The first meeting of California’s AI in Education Working Group
Last week, aiEDU had the privilege of joining the California AI in Education Working Group’s first public meeting after its establishment under last year’s SB 1288.
What stood out to us most wasn’t the tech talk – it was the people.
The room was full of mostly educators: classroom teachers, librarians, district leaders, higher-ed faculty, and even a few students. You could feel the lived reality of school in every comment, whether it was bell schedules, parent emails, grading stacks, the wins, and the worries.
That energy matters.
If AI is going to help our schools, it has to serve that reality.
What we saw and felt
AI is ubiquitous, so AI literacy has to be systemic.
No one was arguing whether AI is “coming” – it’s here. Students already meet it as a search engine, a study buddy, sometimes even as a therapist.
The task isn’t to gatekeep access; it’s to equip people (students and adults) with the skills and knowledge to use AI critically, ethically, and confidently. That’s AI literacy, and it belongs across the system in policy, pedagogy, professional development, procurement, and parent communication.
Human relationships stay at the center.
Multiple educators said it better than I can: AI should give us back time for the human work like feedback, conferencing, and noticing.
If tools take grading away from teachers but also take them out of the learning loop, we’ve missed the point. Augment, don’t amputate.
The right “order of operations” calms anxiety.
When adoption starts with tools, people brace for whiplash. But when it starts with vision (What are the outcomes for students? What are the goals? What are the guardrails?), then tools can follow.
We heard tangible ways to do this: AI maturity checklists, district literacy plans, and “curiosity corners” where staff can try things without feeling judged.

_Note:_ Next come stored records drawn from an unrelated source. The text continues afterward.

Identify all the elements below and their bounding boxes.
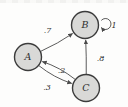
edge-label-A-C: .3 <box>43 83 51 92</box>
diagram-svg: .71.8.2.3ABC <box>0 0 128 107</box>
edge-label-C-B: .8 <box>97 54 105 63</box>
node-label-B: B <box>81 19 89 30</box>
state-diagram-figure: .71.8.2.3ABC <box>0 0 128 107</box>
node-label-C: C <box>82 82 90 93</box>
edge-label-A-B: .7 <box>44 26 53 35</box>
edge-label-B-B: 1 <box>111 21 116 30</box>
edge-label-C-A: .2 <box>58 66 66 75</box>
edge-A-B <box>41 34 73 52</box>
edge-B-B <box>101 19 111 30</box>
node-label-A: A <box>24 51 32 62</box>
edge-C-B <box>86 40 87 74</box>
edge-A-C <box>39 66 72 84</box>
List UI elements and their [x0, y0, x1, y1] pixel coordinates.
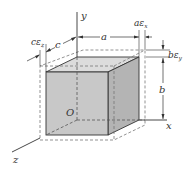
arrow-icon [71, 37, 76, 41]
dim-a-label: a [101, 31, 107, 42]
origin-label: O [66, 107, 74, 118]
arrow-icon [35, 55, 40, 59]
y-axis-label: y [80, 10, 87, 21]
arrow-icon [134, 36, 139, 39]
dim-c-label: c [55, 39, 61, 50]
strain-block-diagram: y x z O a b c aεx bεy cεz [0, 0, 192, 174]
z-axis-label: z [12, 154, 19, 165]
dim-b-label: b [159, 84, 165, 95]
z-axis [12, 138, 40, 152]
arrow-icon [46, 48, 51, 52]
arrow-icon [145, 36, 149, 39]
diagram-canvas: y x z O a b c aεx bεy cεz [0, 0, 192, 174]
arrow-icon [78, 36, 83, 39]
delta-a-label: aεx [134, 18, 148, 29]
delta-c-label: cεz [31, 37, 45, 48]
delta-b-label: bεy [168, 50, 183, 62]
arrow-icon [162, 45, 165, 50]
arrow-icon [162, 114, 165, 119]
x-axis-label: x [166, 120, 172, 131]
arrow-icon [162, 58, 165, 63]
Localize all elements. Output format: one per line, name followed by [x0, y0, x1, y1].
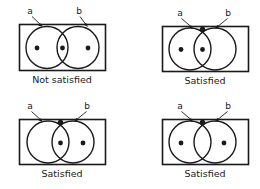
dot-boundary-top	[200, 120, 206, 126]
panel-caption: Not satisfied	[32, 74, 92, 85]
circle-a	[27, 121, 69, 163]
dot-intersection	[58, 141, 63, 146]
label-b: b	[225, 101, 231, 111]
dot-b-only	[81, 141, 86, 146]
label-b: b	[76, 6, 82, 16]
label-a: a	[27, 6, 33, 16]
panel-top-left: a b Not satisfied	[20, 6, 106, 85]
dot-a-only	[35, 46, 40, 51]
circle-b	[52, 121, 94, 163]
panel-caption: Satisfied	[41, 168, 82, 179]
dot-boundary-top	[200, 27, 206, 33]
dot-a-only	[179, 141, 184, 146]
label-a: a	[177, 101, 183, 111]
dot-intersection	[200, 47, 205, 52]
dot-boundary-top	[58, 120, 64, 126]
panel-top-right: a b Satisfied	[163, 8, 249, 86]
panel-bottom-right: a b Satisfied	[163, 101, 249, 179]
label-b: b	[84, 101, 90, 111]
dot-a-only	[179, 47, 184, 52]
panel-caption: Satisfied	[184, 75, 225, 86]
dot-intersection	[60, 46, 65, 51]
label-b: b	[225, 8, 231, 18]
dot-b-only	[222, 141, 227, 146]
dot-b-only	[86, 46, 91, 51]
label-a: a	[177, 8, 183, 18]
circle-a	[169, 121, 211, 163]
label-a: a	[27, 101, 33, 111]
panel-bottom-left: a b Satisfied	[20, 101, 106, 179]
panel-caption: Satisfied	[184, 168, 225, 179]
circle-b	[194, 121, 236, 163]
venn-diagram-figure: a b Not satisfied a b Satisfied a	[0, 0, 260, 189]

Student voice rightly pushed us.
The student members were phenomenal. They named both the fears (“AI will take our jobs/art/voice”) and the asks (“Show us how it’s actually useful”). They asked for projects that produce real results where AI accelerates the last mile but doesn’t replace their thinking.
With AI, students want to take on school work that has practical impacts on the world around them. They want school to feel relevant to the future they’ll be living in. That’s a north star.
Professional development should be by educators, for educators, and assessed.
Teachers don’t need another playlist of videos. They need paid time, hands-on protocols, and feedback on actual artifacts (prompts, lesson shells, assessments).
We assess students, and we should also support and assess teacher AI literacy in dignified, growth-oriented ways.
Don’t add standards — integrate them.
One theme we echoed in our breakout session: please don’t bolt a brand new list of AI standards onto an already overloaded system.
Instead, thread AI literacy through existing standards (ELA media literacy, science practices, visual & performing arts, and CTE). Make it measurable where it lives, not in a silo.
Metacognition is the throughline.
A veteran educator reminded us that we must explicitly teach “thinking about thinking.”
AI is fallible. Bias exists. The skill is to interrogate outputs, refine prompts, cross-check sources, and decide when not to use the tool – that’s the muscle we want students and adults to build.
Equity is design, not a disclaimer.
AI can widen gaps if it’s only accessible, legible, or safe for some learners. That’s why the best demos we heard were the ones that incorporated UDL, multilingual support, and special education access into the starting design – not the last paragraph.